The recording of their debut album, ‘Satellites’, took them back to New York for pre-production, then to the legendary Sawmills Studio on a remote Cornwall island, where they sequestered themselves for six weeks. Having completed the bulk of the album there with John Cornfield (Supergrass, Bluetones), they set off for Los Angeles, where they recorded four tracks with American producer Ron Aniello (Lifehouse) at Sunset Sound. Two of those tracks were done in the last room The Beatles ever recorded in together, the other two at Rumbo Studios where Guns ’n’ Roses recorded ‘Appetite For Destruction’. Auspicious, indeed. ‘We named the album ‘Satellites’,’ John explains, ‘because we love the idea that everything is linked to everything else, that six degrees of separation idea. We’re all inter-connected. We’re all revolving around each other. Everyone in the world. It’s like a domino effect - one person influences another person who then influences another person. ‘Satellites’ is about that, and the songs on the album wouldn’t exist one without the other. It’s really important to us that we feel constantly connected to everyone else. We’re not removing ourselves, we’re not losing anybody by doing this. This is about having a dream, and it’s about telling everybody that it’s okay to have that dream.’ Simon nods, ‘I think that we’ve written the kind of songs that will be the soundtrack to people’s lives, and that hopefully they will remember forever.’
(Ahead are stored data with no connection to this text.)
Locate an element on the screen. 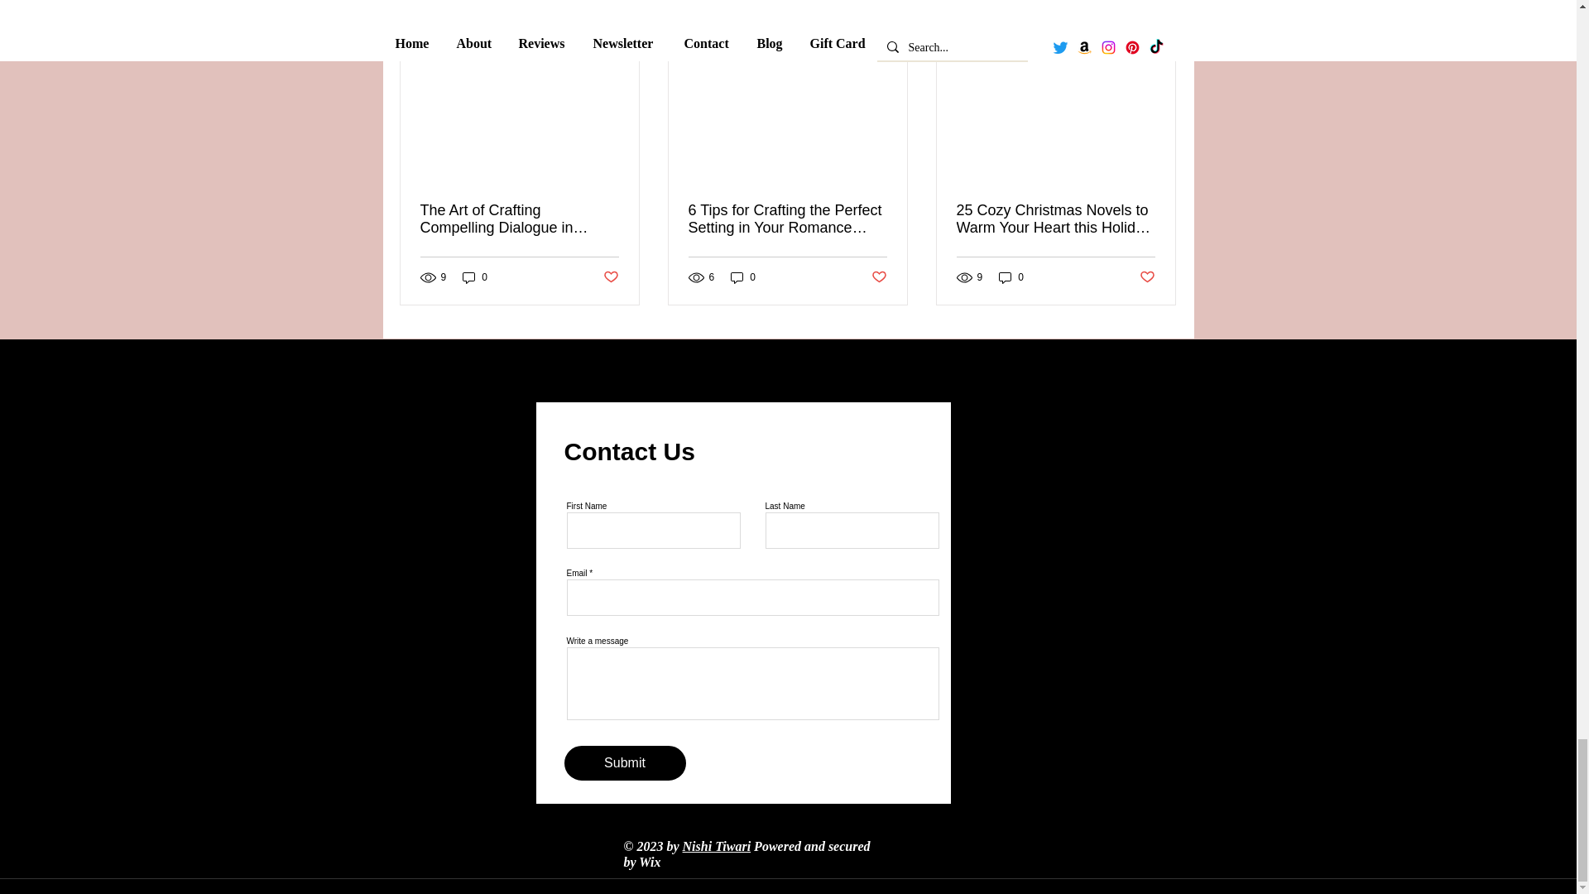 The width and height of the screenshot is (1589, 894). Post not marked as liked is located at coordinates (609, 276).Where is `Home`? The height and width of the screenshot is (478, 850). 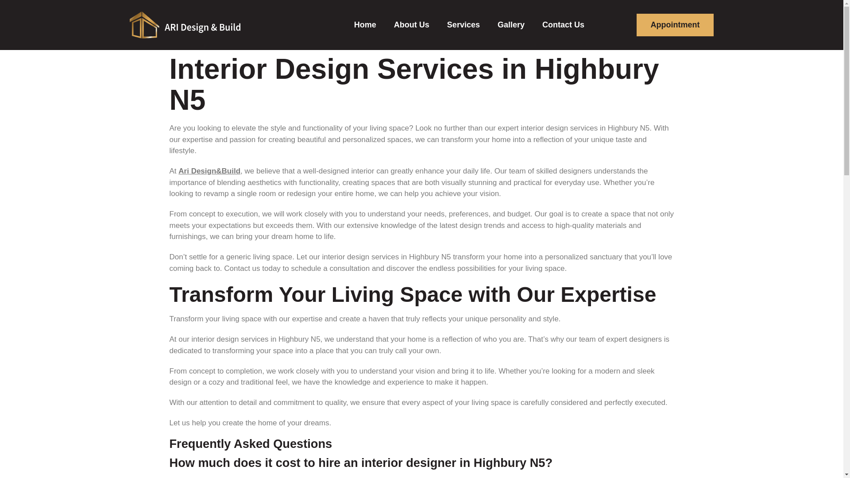
Home is located at coordinates (365, 25).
‘It’s so amazing to be in a band. I hate reading interviews with people who moan about it - if that’s the way they feel, they should go and get another job. It would be easy for me to adopt an attitude of nonchalance just to be cool, but is that fair? Is it fair for me to give you one thing on the record and another thing here? I don’t think so. The people I looked up to when I was a kid certainly weren’t faking it. The last thing that I want to be is elitist, but I do want to separate us from the fakers. I’ll bet you a night at the bar that we’re not faking it.’ - John
With a diverse, powerful debut album under their belts, Vega 4 are ready for all the hard work that lies in store for them. They’ve already made a huge splash in Europe, where they recently found capacity crowds euphorically singing along with them. A cross-section of their song titles says it all - ‘Radio Song’, ‘Sing’, ‘Hallelujah’ - Vega 4 are ambitious and determined, with visions of arenas dancing in their heads. ‘There’s a great feeling in this band that absolutely anything is achievable,’ Simon says. ‘I truly believe that there’s nothing you can’t do if you really put your mind to it. We want to reach for the top, make everything brilliant.’
Vega 4’s dreams will undoubtedly be fulfilled. After all, it’s written in the stars.